The Cerro Gordo County Board of Supervisors held a public hearing and on a series of motions adopted plan specifications for the Rockwell secondary roads maintenance facility soils-correction, grading and utilities project and approved related contract awards.
Brandon, a county staff presenter, opened the hearing describing the unit-price project scope: excavating approximately 2,460 cubic yards of unsuitable material, importing and placing roughly 2,460 cubic yards of fill, constructing about 330 linear feet of 8-inch sanitary sewer main plus one manhole and one service, and installing approximately 350 linear feet of 8-inch water service and associated erosion control. The transcript lists the engineer’s estimate for the project at $259,721 and the completion date as Sept. 4, 2026. “This project includes all labor, materials, and equipment necessary to perform soil corrections,” Brandon said as he summarized the scope.
Why it matters: the work is intended to prepare the Rockwell site for a future building project and to provide flexibility for seasonal operations and equipment staging. Board members and residents pressed staff about building size, bays and whether functions from another shed (referred to in the discussion as the DHY shed) might move to Rockwell; staff said operational decisions are premature and that the new facility is intended to provide flexibility.
During bid-tab review staff reported five bids were opened but that an apparent low bidder’s submission contained a math error that altered the bid ranking. After the correction, the low adjusted bid shown in the transcript was $257,985, roughly 7 percent below the engineer’s estimate. The transcript contains inconsistent renderings of the low bidder’s name (variously read as “Coe Excavating” and “Cole Excavation”); the board voted to award the contract as recorded in the meeting minutes and then approved a separate resolution to approve the contract and bond subject to county staff and engineer review. The board adopted resolution 2026-34 (adopting plan/specs), resolution 2026-35 (award to the apparent low bidder as listed in the transcript) and resolution 2026-36 (approving the contract and bond subject to staff review), each by unanimous voice vote.
Board members also discussed the condition of the existing Rockwell building and long-term maintenance needs; one participant estimated about $300,000 would be needed to bring the existing facility up to a desired standard. Brandon noted the schedule is tight if concrete work must be completed before freezing weather and said staff would coordinate with the county engineer to get plans out for bidding.
What’s next: the county will complete paperwork and internal reviews required under the approved resolutions, finalize contract documents and proceed with the contracting process as authorized. The board’s motions authorized staff to proceed with contract award and bond approval subject to final review.
Sources and provenance: key discussion and the public hearing appear in the meeting transcript beginning with the opening of the public hearing and project description (topic intro) through the board’s resolution votes: SEG 031–SEG 436 (transcript blocks covering scope, public Q&A, bid-tab review and resolutions).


§ **Task statement**: Only the number is needed: how many lines in the entries below contain the string "call"?

━━━━━━━━━━━━━━━━━━━━

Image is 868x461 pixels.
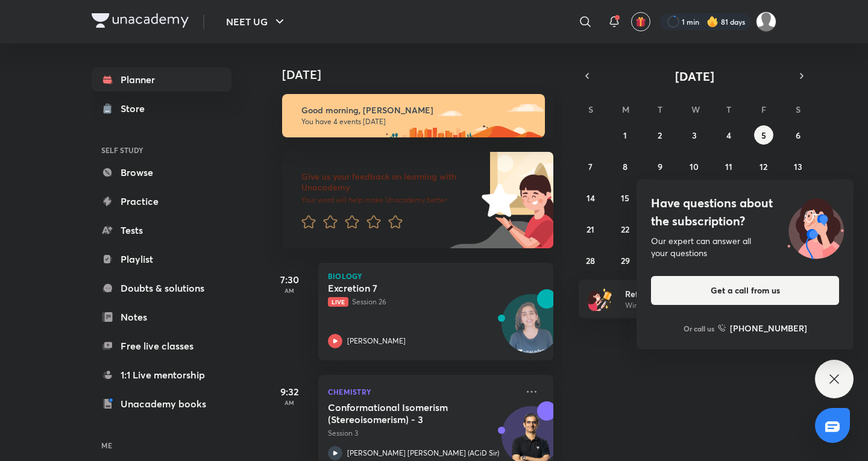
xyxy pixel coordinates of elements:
img: Avatar [502,301,560,359]
abbr: September 6, 2025 [796,129,800,141]
span: [DATE] [675,68,714,85]
button: September 29, 2025 [615,251,635,270]
button: September 15, 2025 [615,188,635,207]
abbr: September 12, 2025 [759,161,767,173]
abbr: Sunday [588,104,593,115]
button: September 5, 2025 [754,126,773,145]
a: Free live classes [92,334,231,358]
abbr: September 14, 2025 [586,192,595,204]
abbr: Monday [622,104,629,115]
p: AM [265,287,313,294]
abbr: September 8, 2025 [622,161,628,173]
abbr: September 15, 2025 [621,192,629,204]
button: NEET UG [219,9,294,34]
abbr: September 21, 2025 [586,224,594,235]
abbr: Friday [761,104,766,115]
p: Biology [328,272,544,280]
a: Store [92,97,231,121]
abbr: September 3, 2025 [692,129,697,141]
a: Playlist [92,247,231,272]
a: [PHONE_NUMBER] [718,322,807,335]
h4: [DATE] [282,67,565,82]
h6: ME [92,436,231,456]
h5: 7:30 [265,272,313,287]
button: September 4, 2025 [719,126,738,145]
a: Unacademy books [92,392,231,416]
img: referral [588,287,612,311]
abbr: September 10, 2025 [690,161,698,173]
h6: Refer friends [625,288,773,301]
abbr: September 13, 2025 [794,161,802,173]
span: Live [328,297,348,307]
button: [DATE] [595,67,793,85]
abbr: September 22, 2025 [621,224,629,235]
img: streak [706,16,719,27]
abbr: Tuesday [657,104,662,115]
abbr: September 9, 2025 [657,161,662,173]
p: Or call us [683,323,714,334]
p: [PERSON_NAME] [347,336,406,347]
button: September 8, 2025 [615,157,635,176]
h6: [PHONE_NUMBER] [730,322,807,335]
abbr: Thursday [726,104,731,115]
h5: Excretion 7 [328,283,478,294]
button: avatar [631,12,650,31]
img: ttu_illustration_new.svg [777,194,854,259]
button: September 11, 2025 [719,157,738,176]
h5: 9:32 [265,384,313,399]
h4: Have questions about the subscription? [651,194,839,231]
a: Planner [92,67,231,92]
button: September 13, 2025 [789,157,807,176]
img: feedback_image [440,152,553,249]
button: September 28, 2025 [581,251,600,270]
h6: Give us your feedback on learning with Unacademy [301,171,477,193]
p: Session 3 [328,428,517,439]
button: September 9, 2025 [650,157,669,176]
button: September 14, 2025 [581,188,600,207]
a: Notes [92,305,231,329]
button: September 1, 2025 [615,126,635,145]
p: You have 4 events [DATE] [301,117,534,126]
abbr: Wednesday [691,104,700,115]
a: 1:1 Live mentorship [92,363,231,387]
abbr: September 29, 2025 [621,255,630,267]
a: Practice [92,189,231,213]
img: avatar [635,17,646,27]
h6: SELF STUDY [92,140,231,160]
button: September 12, 2025 [754,157,773,176]
p: AM [265,399,313,406]
div: Our expert can answer all your questions [651,235,839,259]
button: September 2, 2025 [650,126,669,145]
img: Kushagra Singh [755,12,776,32]
button: September 3, 2025 [685,126,704,145]
button: September 21, 2025 [581,220,600,238]
p: [PERSON_NAME] [PERSON_NAME] (ACiD Sir) [347,448,499,459]
abbr: Saturday [796,104,800,115]
button: September 6, 2025 [789,126,807,145]
p: Session 26 [328,297,517,308]
h5: Conformational Isomerism (Stereoisomerism) - 3 [328,402,478,426]
a: Tests [92,218,231,242]
abbr: September 2, 2025 [657,129,661,141]
p: Your word will help make Unacademy better [301,195,477,205]
img: morning [282,94,544,137]
abbr: September 5, 2025 [761,129,766,141]
abbr: September 28, 2025 [586,255,595,267]
h6: Good morning, [PERSON_NAME] [301,105,534,116]
div: Store [121,101,152,116]
button: September 22, 2025 [615,220,635,238]
a: Company Logo [92,13,188,31]
abbr: September 1, 2025 [623,129,627,141]
p: Win a laptop, vouchers & more [625,301,773,311]
abbr: September 11, 2025 [725,161,732,173]
img: Company Logo [92,13,188,27]
button: September 10, 2025 [685,157,704,176]
a: Doubts & solutions [92,276,231,301]
abbr: September 4, 2025 [726,129,731,141]
a: Browse [92,160,231,184]
button: September 7, 2025 [581,157,600,176]
p: Chemistry [328,384,517,399]
button: Get a call from us [651,276,839,305]
abbr: September 7, 2025 [588,161,592,173]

━━━━━━━━━━━━━━━━━━━━

§ **Result**: 2